No. Hell no. Once the uber passes (which will fill in the temporary but non-buggy bare spots), Entities will be able to do tons of stuff, including buying and owning Airspeeders. That's part of one of its new concepts--no longer do just /Players/ do things, but /Entities/ do. This will have qualifiers in some places, like voting and issuing CFI's, of course, but what this means is that Societies (including Corporations), Gremlins, (even The Bank if it chooses to through some quirk of the rules) will get to do tons of stuff. Buy Airspeeders and direct them. Mine the grid. Buy (shipments of) alcoholic drinks, plop them in eir Warehouses, and set up a bar next door. Heck, the Corporation could, if Music is incorporated, even hire players to 'perform as a band', playing Music that gives beneficial effects to the patrons of the bar.

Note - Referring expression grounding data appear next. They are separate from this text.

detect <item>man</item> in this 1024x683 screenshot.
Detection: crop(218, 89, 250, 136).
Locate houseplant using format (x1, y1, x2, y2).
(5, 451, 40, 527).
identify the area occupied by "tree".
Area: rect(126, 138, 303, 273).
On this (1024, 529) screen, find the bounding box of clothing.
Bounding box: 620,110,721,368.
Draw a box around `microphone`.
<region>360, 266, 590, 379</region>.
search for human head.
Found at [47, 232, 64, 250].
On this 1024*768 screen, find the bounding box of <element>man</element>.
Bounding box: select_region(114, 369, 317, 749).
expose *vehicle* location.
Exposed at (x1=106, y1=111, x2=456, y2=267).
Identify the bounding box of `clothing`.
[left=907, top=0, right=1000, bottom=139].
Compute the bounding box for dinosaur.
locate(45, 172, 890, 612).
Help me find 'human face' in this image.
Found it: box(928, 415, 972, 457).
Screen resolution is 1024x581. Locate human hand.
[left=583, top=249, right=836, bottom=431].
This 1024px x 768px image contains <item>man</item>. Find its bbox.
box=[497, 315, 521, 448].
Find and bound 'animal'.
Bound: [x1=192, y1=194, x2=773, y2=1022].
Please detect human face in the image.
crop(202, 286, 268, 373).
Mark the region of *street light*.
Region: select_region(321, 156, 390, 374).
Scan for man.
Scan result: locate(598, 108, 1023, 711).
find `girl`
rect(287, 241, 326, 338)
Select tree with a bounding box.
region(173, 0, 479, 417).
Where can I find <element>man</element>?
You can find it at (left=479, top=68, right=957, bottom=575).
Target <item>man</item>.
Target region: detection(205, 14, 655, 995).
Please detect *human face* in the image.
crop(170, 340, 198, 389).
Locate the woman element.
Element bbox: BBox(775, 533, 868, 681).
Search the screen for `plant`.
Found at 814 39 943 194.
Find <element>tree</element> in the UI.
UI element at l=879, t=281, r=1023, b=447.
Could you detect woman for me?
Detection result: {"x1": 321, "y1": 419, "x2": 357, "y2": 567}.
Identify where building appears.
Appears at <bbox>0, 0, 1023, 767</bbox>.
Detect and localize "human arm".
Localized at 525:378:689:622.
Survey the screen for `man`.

I see Societies and more as missing out on their full potential. I made the Societies from seperate from the uber because it was a big change, and I wanted it to be hashed out seperatly. I know it looks threadbare, incomplete, but that's because it's only a piece of the big picture.

Sorry if it sound like I'm ranting, or just plugging the uber again. But I want you to see that I'm trying to do good for societies, and I want you to help me do good, an I want you to accept a temporary lack (of no direct pools). Feel free to propose your 'robot in limbo' idea. Sounds interesting. Just try to balance it, and it would be nice if you made a rough draft in -discuss first.

>For WBE, change the rules such that entities can Recycle certain Carryable
>Objects in Warehouses, maybe requiring a machine or something; and when
>something is Recycled, the Owner gets Materials.  And define Societies,
>Players, and Gremlins (why gremlins? they don't get any now, but may in
>the
>future) to have the Property Materials.

Why the insistence on Properties, as opposed to simply possessing objects? Are you trying to establish a cashless economy? If you're going for realism, the stuff objects are made from has to be objects too, as opposed to, say, my getting a pizza from an ATM.

If you have large numbers of exactly identical things, it is much easier to represent them as numerical properties than as individual objects. That's the entire reason for number systems in the first place, and why we don't draw out 2 dollar bills, a quarter, a nickle, and 3 pennies for $2.33. And if things are not identical, I don't advocate numerical represntations. And I'm not for just numbered amounts of grid objects. It seemed to me like Resources was being represented as a number, like Wood, instead of individual objects, like Piles of Wood.
Hmm.  Am I getting off topic?
Oh. Properties. Well, a property can be a list of objects possessed, too. We can either have something like "bd has a Pile of Resources in eir possession", or we can have "bd has 1 Resources". If we are going to make these unidentified resources be grid objects, then yeah, lets make them piles or something, and not have the numbering. But if we aren't going to put them in the grid, we may as well just have numbers.